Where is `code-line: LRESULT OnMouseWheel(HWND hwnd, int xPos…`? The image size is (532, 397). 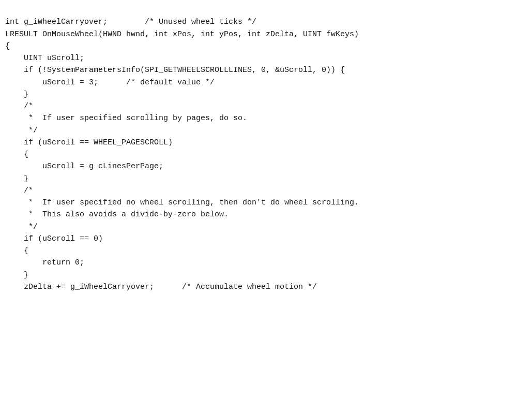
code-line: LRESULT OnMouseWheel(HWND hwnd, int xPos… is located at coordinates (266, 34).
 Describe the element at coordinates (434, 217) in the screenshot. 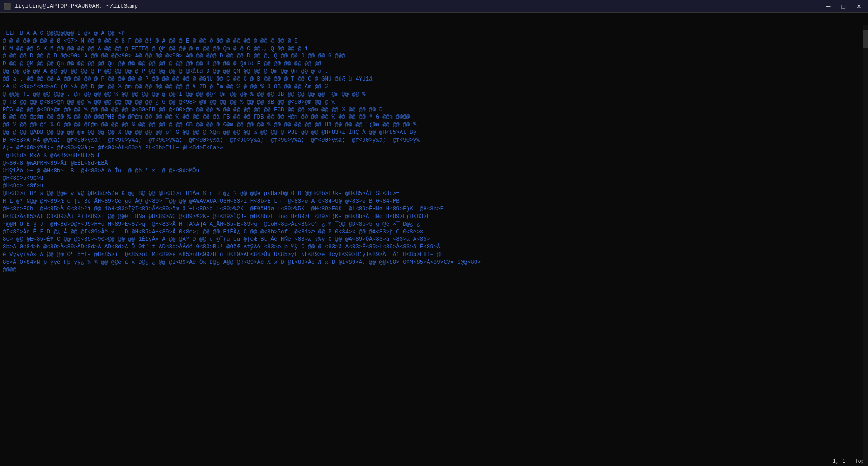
* * *
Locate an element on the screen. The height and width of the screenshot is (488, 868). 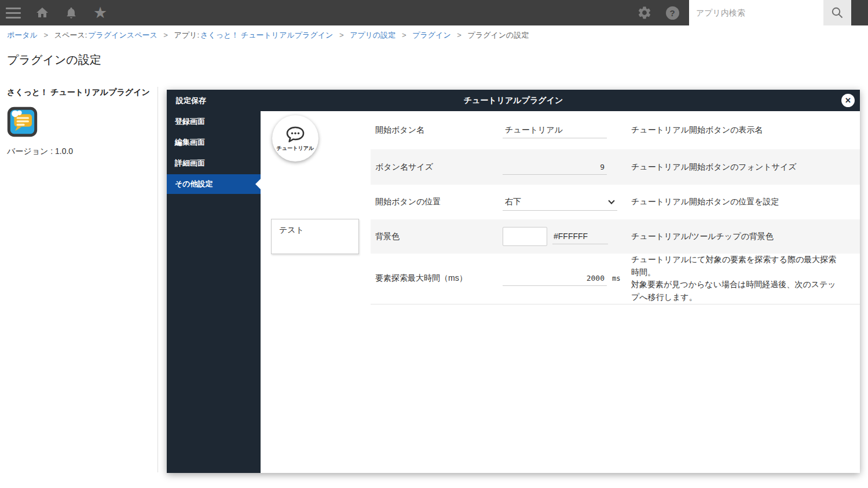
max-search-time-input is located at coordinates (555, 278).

> _PROBLEM REQUIREMENTS_
Transcribe exactly the lines above, beginning at the one with "is (532, 397)." and going up to and including the one with "Describe the element". Pictures do not belong in the copy.

> _SOLUTION TO THE EXERCISE_
Where is `code-line: LRESULT OnMouseWheel(HWND hwnd, int xPos…`? The image size is (532, 397). 
code-line: LRESULT OnMouseWheel(HWND hwnd, int xPos… is located at coordinates (266, 34).
 Describe the element at coordinates (434, 217) in the screenshot. 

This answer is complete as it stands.